Opening words on screen explain that the citizens of Corsica have rankled against covetous and disrespectful outside influence since the island was sold to France by Genoa in 1768. In the 1990s political resistance faced lethal opposition from criminal elements as the tentacles of organised crime — presumably abetted by respectable people in high places — built up increasingly objectionable ways of putting pressure on local residents and resources.
And so, intent on preventing their beautiful island from going the way of Sicily or the French Riviera, certain people decided to fight back. Suffice it to say, their model wasn’t Gandhi.
As the film opens in Paris in 2001, Stephane (Jean Michelangeli) seems to have a comfortable bourgeois life. But he’s on the mainland for a reason and, against his mother’s wishes, resolves to return to Bastia for a funeral.
The film flashes back to when Stephane was just a typical apolitical young man attending university. His path toward armed resistance began by being born Corsican, but intensified when he agreed to transport a duffel bag full of weapons for friends. Unfortunately the weapons in question were used in terrorist attacks and traced to him. Stephane is sentenced to prison where he remains stoic and bookish but is singled out by older, not at all intellectual men who supplement his thinking and raise his consciousness.
Early on we’re shown a shockingly expedient scene in which men are executed point blank and set on fire while impassive agricultural workers tend to fruit trees mere yards away.

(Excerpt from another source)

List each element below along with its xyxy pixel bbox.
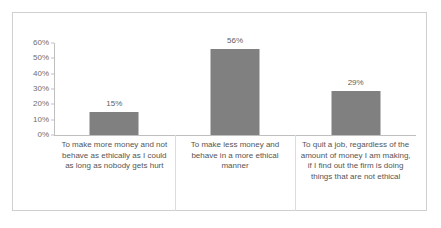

It’s a powerful indication that minding one’s own business is de rigueur. Certain real estate developers get to build with impunity and certain men get to slaughter other men in the proverbial broad daylight without apparent consequences. The violence plays like frontier justice but what constitutes the frontier keeps evolving.

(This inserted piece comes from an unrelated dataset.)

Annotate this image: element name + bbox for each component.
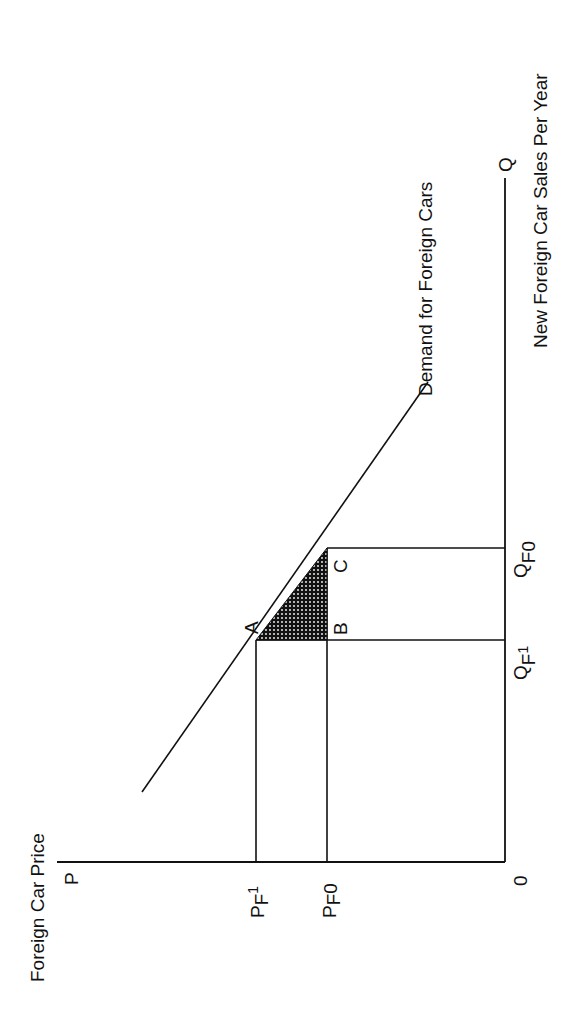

Stephane is smart enough to know that the situation he finds himself in is not what he imagined when he set out to correct the imbalances bred by colonisation. His friends and comrades, girlfriend and mother are all possible targets.
Particularly blood-chilling is a scene in which Stephane’s mother sits silently as five other middle-aged women share a meal in a flowered yard and blithely reminisce about how this or that youngster got himself shot in a vendetta or mowed down or blown up because “the rules are the rules.” They chalk up the high mortality rate among the island’s youth to wanting money and the flashy stuff it can buy without working for a living. Their sardonic, matter-of-fact tone is genuinely disturbing since we know that Stephane’s motivations have been anything but financial.
The Corsican-born director imparts a powerful sense of place, aided by fine period details and an ever-simmering sense of dread.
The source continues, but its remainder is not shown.